Question No. 1: What’s the hardest thing to do in the Oklahoma Legislature:
Answer: Raise taxes.
Question No. 2: What’s the easiest?
Answer: Cut taxes.
And No. 2, of course, is what will dominate the last half of this year’s legislative session not only because it is easy but also wrong, thus fulfilling H.L. Mencken’s prophesy that says, “For every difficult, challenging and complicated problem there is an easy, simple and wrong answer.”
And as Joe Biden likes to say, “Here’s the deal.” Ghost-like House Speaker Charles McCall, R-Atoka, an inheritor of a bank full of money, thinks he and other corporate moguls need more of it so his $500 million tax cut plan works like this:
- Abolish over five years the corporate tax completely at a revenue loss of $377 million.
- Reduce again the personal income tax by .025% further eroding the tax base by $77 million in year one, $180 million in year two.
- Throw a bone of about $32 million to our poorest citizens by reinstating something called the Earned Income Tax Credit [EITC].
Brilliant. And all he and his fellow conspirators need to do to accomplish this moronic task is pass a bill with only a simple majority vote and then wait for another corporate freeloader, by title and name Gov. Kevin Stitt, to affix his signature thereto.
No vote of the people; no two-thirds or three-fourths vote of the Legislature required. Just a simple majority someday when a simple majority of the simpletons are gathered up in the beautifully remodeled People’s Building, which is no more your building than is a bed in the Governor’s Mansion.
You can look but can’t touch either place these days, but in case you do get a rare invite, be sure and bring some heat. You don’t want to be the only one going without.
Now why would these guys and gals, Republicans all, whack a hole in next year’s budget the size of the ones in their heads? Please refer to No. 2 above but, in fairness, the answer is more complicated than just that so let me explain further.
The federal government has or is sending about $2 billion to Oklahoma via either the Trump-sponsored CARES Acts [four of them, actually] or the Biden-created American Rescue Plan [one of them] so the wizards on NE 23rd Street feel rich.
Whenever that happens at the Capitol, at least since statehood, some guy running for higher office wants to cut taxes. The guy in this case is Speaker McCall who has become bored watching Floor Leader Jon Echols do all the work and also has taken note that if Stitt, who does little to no work, can play the role of governor, so can he.
And one other factor. Neither Stitt, nor McCall, nor anyone else that shows up from February to May for what’s called a legislative session gives a hoot about Oklahoma becoming a Top 10 State in anything except legislative salaries, fancy offices, conference rooms that Trump would die for, meals at Junior’s that if you eat enough of them during the session you will die because of, and most importantly the opportunity to get the hell out of Wapanucka, Wainwright, Cookie Town, Coalgate or dozens of other dead or dying communities for four days a week during the winter.
Oh, and I’m not going to urge you to contact your Republican legislators to tell them about the needs of public education, health care, public safety, roads and bridges, your kids, your grandma or anything else that costs money. They had a chance to discuss all that when Govern – oops – Speaker McCall trotted out his gubernatorial election legislation, HB 2083 and HB 2041 respectively, and all they did then was sit on their hands, avert their eyes, keep their mouths shut, tap on their cell phones and look forward to the day when McCall is governor because it will most likely coincide when they’ll term out of the Legislature and that means they could become a cabinet Secretary of Something.
And that means they can then stay in the city year ‘round.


WHAT NEEDS TO BE DONE
Return only what runs from the line containing "is w=276 h=248." through the last line of the entries below, exactly, omitting pictures.

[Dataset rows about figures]
################

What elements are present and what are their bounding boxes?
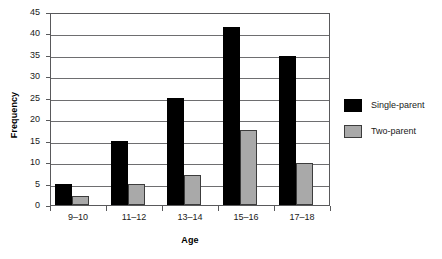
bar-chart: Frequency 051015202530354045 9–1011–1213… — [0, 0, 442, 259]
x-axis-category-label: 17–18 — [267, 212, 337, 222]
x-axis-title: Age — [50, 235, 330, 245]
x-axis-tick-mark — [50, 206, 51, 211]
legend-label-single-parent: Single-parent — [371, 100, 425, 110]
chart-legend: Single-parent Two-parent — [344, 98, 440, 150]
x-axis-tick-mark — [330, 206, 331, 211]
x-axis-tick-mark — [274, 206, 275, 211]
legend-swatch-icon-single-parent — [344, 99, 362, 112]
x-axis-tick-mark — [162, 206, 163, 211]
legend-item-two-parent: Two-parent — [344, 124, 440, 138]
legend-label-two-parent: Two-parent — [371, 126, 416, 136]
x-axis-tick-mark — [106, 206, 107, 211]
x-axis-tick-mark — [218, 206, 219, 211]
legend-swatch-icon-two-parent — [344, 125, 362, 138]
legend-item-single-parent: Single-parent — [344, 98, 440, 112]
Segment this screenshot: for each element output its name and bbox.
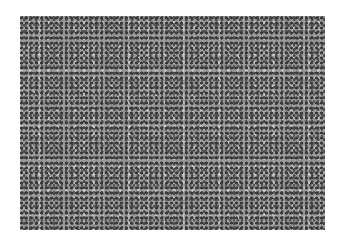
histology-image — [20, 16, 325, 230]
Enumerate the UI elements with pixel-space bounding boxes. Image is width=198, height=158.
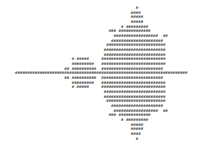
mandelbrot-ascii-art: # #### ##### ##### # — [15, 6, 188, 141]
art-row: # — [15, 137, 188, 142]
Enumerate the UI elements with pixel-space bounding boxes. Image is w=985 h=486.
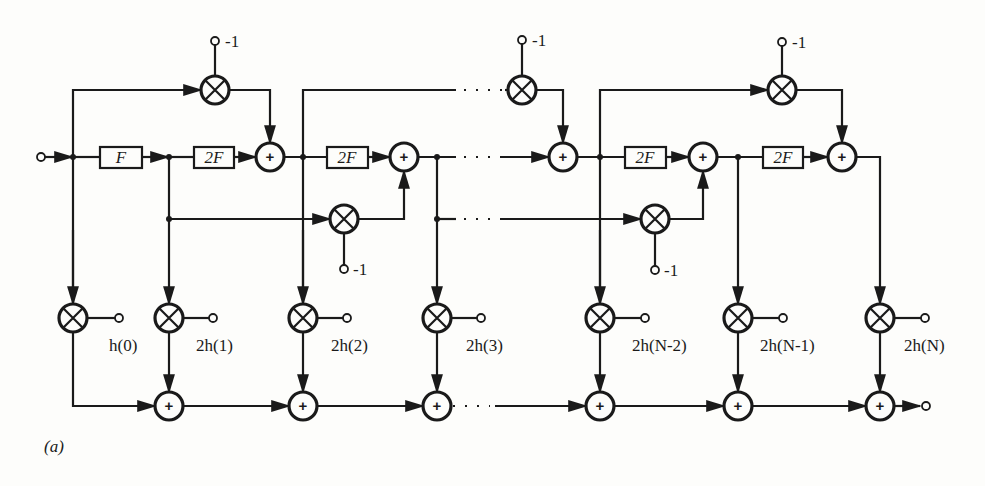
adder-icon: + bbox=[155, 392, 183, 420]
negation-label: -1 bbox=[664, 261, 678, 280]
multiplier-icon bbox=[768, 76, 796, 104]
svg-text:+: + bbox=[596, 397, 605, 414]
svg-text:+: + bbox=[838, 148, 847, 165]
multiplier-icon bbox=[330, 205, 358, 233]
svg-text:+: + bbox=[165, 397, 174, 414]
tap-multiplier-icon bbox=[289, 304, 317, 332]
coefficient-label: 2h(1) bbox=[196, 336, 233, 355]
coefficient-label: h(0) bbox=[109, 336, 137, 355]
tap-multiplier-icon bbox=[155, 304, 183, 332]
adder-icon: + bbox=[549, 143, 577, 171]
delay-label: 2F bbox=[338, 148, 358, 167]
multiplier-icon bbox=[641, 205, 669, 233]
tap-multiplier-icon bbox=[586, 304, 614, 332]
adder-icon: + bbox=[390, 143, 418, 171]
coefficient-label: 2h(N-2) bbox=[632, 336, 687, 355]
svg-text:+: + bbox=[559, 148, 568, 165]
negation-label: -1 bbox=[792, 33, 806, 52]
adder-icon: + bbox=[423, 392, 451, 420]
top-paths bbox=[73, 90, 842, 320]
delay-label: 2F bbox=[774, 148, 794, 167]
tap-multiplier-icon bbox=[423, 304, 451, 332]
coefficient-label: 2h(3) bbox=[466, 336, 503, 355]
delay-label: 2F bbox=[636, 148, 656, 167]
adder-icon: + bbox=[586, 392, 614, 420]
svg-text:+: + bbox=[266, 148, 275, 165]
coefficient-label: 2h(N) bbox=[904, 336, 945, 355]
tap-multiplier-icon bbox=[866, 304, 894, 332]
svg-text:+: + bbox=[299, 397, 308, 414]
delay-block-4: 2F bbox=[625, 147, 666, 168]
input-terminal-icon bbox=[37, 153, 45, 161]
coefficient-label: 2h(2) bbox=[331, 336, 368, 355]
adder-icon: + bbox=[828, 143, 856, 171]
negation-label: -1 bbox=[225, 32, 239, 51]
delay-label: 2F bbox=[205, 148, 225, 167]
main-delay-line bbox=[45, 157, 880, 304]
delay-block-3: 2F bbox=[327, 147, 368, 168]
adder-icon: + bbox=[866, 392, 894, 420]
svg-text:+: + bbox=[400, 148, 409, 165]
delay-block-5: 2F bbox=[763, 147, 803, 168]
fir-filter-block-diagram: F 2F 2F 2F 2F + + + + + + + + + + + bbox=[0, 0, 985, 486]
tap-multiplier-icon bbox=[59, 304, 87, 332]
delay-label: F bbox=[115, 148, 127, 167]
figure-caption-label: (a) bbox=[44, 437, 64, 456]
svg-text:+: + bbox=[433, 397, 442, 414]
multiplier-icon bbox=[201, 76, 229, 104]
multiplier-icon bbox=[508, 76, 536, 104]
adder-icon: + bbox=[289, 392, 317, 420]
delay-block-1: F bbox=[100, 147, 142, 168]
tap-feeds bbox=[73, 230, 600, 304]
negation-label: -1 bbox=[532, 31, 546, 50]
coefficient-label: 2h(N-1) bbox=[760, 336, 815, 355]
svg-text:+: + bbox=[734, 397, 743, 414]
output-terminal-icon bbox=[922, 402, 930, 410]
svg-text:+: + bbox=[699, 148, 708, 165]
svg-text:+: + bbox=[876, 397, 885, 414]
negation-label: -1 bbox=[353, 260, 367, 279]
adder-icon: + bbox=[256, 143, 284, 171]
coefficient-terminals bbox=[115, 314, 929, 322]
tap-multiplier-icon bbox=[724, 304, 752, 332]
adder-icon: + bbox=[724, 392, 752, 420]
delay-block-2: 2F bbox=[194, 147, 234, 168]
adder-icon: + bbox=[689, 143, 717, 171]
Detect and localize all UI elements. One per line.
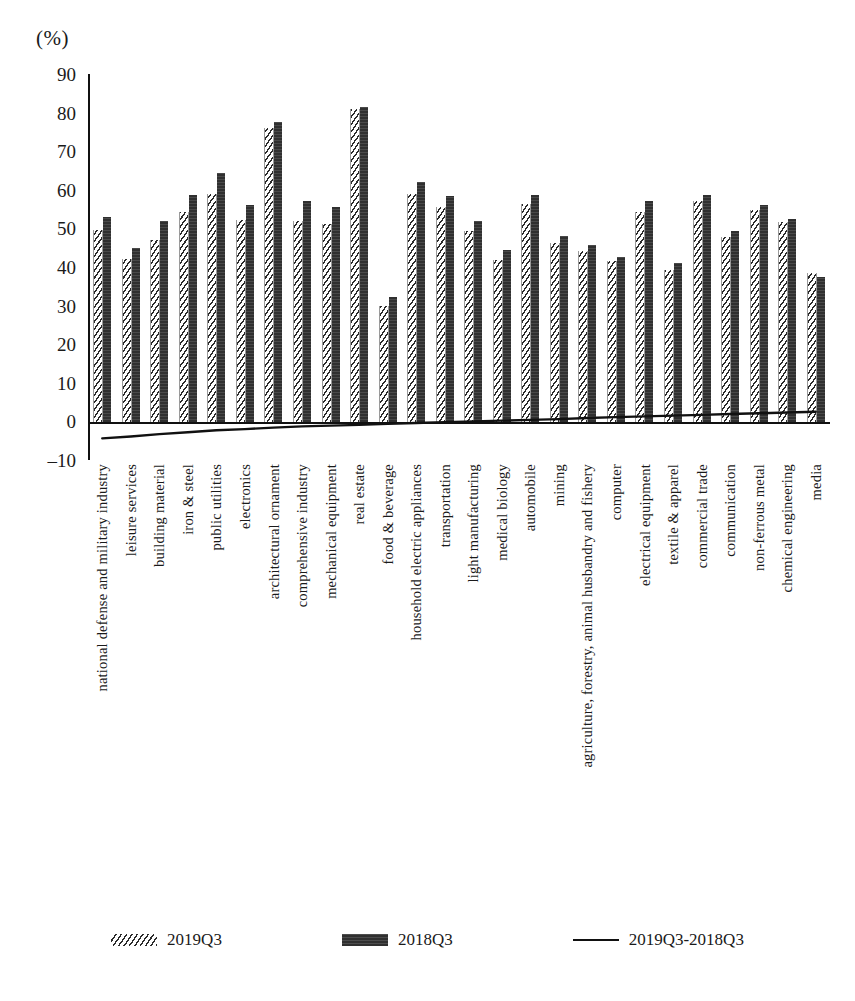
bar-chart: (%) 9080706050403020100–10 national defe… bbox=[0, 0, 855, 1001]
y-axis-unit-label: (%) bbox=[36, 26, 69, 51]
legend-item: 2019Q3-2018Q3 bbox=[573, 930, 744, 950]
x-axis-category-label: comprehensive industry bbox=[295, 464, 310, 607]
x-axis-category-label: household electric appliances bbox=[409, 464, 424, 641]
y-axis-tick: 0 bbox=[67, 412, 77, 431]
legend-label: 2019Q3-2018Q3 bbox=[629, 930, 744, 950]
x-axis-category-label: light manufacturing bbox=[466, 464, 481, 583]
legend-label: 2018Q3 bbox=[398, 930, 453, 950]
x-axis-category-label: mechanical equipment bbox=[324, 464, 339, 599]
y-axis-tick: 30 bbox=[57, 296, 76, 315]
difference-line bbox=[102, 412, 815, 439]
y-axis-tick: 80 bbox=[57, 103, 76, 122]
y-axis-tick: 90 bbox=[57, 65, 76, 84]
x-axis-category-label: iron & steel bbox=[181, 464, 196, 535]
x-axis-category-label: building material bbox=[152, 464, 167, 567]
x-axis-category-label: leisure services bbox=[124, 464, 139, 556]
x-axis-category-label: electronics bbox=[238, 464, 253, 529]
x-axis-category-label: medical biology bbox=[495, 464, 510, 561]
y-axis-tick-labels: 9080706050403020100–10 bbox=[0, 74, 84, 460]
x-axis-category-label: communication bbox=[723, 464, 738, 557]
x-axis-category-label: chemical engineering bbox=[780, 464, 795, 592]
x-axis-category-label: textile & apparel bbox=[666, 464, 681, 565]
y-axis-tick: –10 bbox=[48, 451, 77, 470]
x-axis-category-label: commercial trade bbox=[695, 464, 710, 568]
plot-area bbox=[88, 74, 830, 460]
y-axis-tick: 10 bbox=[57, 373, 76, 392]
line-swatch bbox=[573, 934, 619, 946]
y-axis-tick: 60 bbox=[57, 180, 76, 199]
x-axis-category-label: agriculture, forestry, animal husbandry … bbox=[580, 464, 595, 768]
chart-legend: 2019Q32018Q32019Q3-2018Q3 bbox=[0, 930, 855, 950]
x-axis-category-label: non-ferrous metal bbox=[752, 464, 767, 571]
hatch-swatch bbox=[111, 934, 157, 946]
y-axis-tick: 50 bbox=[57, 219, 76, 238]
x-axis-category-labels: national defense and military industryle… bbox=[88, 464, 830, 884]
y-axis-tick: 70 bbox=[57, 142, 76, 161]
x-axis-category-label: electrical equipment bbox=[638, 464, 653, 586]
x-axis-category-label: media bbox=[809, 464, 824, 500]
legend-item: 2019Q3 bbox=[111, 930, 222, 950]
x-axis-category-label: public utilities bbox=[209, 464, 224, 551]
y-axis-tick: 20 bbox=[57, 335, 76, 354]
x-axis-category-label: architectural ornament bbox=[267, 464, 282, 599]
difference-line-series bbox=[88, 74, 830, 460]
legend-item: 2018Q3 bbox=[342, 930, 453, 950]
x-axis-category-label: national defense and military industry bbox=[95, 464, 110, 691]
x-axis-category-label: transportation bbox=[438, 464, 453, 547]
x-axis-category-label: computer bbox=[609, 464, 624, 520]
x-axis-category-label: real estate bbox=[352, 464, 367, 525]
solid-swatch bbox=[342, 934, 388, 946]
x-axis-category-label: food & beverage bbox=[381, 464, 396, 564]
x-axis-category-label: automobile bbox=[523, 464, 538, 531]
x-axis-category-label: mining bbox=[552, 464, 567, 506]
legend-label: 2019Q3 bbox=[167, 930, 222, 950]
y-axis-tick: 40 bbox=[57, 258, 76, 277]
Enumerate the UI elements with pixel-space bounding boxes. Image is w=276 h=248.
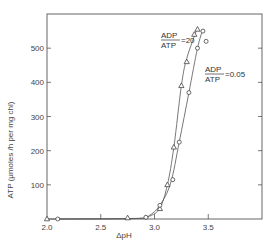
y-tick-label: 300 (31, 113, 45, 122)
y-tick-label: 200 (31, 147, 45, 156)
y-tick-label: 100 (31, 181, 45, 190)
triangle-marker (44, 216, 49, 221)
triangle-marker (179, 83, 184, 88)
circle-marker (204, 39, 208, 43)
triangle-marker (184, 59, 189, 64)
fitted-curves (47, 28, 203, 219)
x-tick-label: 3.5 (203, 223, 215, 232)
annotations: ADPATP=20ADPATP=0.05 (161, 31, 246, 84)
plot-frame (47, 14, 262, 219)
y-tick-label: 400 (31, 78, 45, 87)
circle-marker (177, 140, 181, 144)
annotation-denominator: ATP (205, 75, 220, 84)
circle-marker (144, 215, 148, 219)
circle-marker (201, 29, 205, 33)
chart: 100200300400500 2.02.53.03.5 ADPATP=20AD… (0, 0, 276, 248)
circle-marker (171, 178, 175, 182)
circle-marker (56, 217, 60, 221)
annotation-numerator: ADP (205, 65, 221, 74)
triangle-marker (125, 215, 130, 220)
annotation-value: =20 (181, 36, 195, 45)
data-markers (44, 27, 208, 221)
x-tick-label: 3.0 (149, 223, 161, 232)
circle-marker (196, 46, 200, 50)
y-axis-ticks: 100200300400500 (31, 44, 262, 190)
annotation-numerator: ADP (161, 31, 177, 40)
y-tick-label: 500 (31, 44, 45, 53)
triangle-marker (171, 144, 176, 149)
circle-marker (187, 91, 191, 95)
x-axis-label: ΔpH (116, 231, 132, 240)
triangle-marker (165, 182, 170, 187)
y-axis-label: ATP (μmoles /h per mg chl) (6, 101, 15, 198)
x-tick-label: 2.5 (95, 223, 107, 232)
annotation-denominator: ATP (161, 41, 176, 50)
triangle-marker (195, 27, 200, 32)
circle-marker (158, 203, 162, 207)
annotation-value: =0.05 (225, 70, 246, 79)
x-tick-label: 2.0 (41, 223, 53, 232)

################

TASK OUTPUT
Enumerate the UI elements with pixel-space bounding boxes. Image is w=276 h=248.
y-tick-label: 300 (31, 113, 45, 122)
y-tick-label: 200 (31, 147, 45, 156)
y-tick-label: 100 (31, 181, 45, 190)
triangle-marker (44, 216, 49, 221)
triangle-marker (179, 83, 184, 88)
circle-marker (204, 39, 208, 43)
triangle-marker (184, 59, 189, 64)
fitted-curves (47, 28, 203, 219)
x-tick-label: 3.5 (203, 223, 215, 232)
annotations: ADPATP=20ADPATP=0.05 (161, 31, 246, 84)
plot-frame (47, 14, 262, 219)
y-tick-label: 400 (31, 78, 45, 87)
circle-marker (177, 140, 181, 144)
annotation-denominator: ATP (205, 75, 220, 84)
circle-marker (144, 215, 148, 219)
circle-marker (201, 29, 205, 33)
chart: 100200300400500 2.02.53.03.5 ADPATP=20AD… (0, 0, 276, 248)
circle-marker (171, 178, 175, 182)
circle-marker (56, 217, 60, 221)
annotation-numerator: ADP (205, 65, 221, 74)
triangle-marker (125, 215, 130, 220)
annotation-value: =20 (181, 36, 195, 45)
data-markers (44, 27, 208, 221)
x-tick-label: 3.0 (149, 223, 161, 232)
circle-marker (196, 46, 200, 50)
y-axis-ticks: 100200300400500 (31, 44, 262, 190)
annotation-numerator: ADP (161, 31, 177, 40)
y-tick-label: 500 (31, 44, 45, 53)
triangle-marker (171, 144, 176, 149)
circle-marker (187, 91, 191, 95)
x-axis-label: ΔpH (116, 231, 132, 240)
triangle-marker (165, 182, 170, 187)
y-axis-label: ATP (μmoles /h per mg chl) (6, 101, 15, 198)
x-tick-label: 2.5 (95, 223, 107, 232)
annotation-denominator: ATP (161, 41, 176, 50)
triangle-marker (195, 27, 200, 32)
circle-marker (158, 203, 162, 207)
annotation-value: =0.05 (225, 70, 246, 79)
x-tick-label: 2.0 (41, 223, 53, 232)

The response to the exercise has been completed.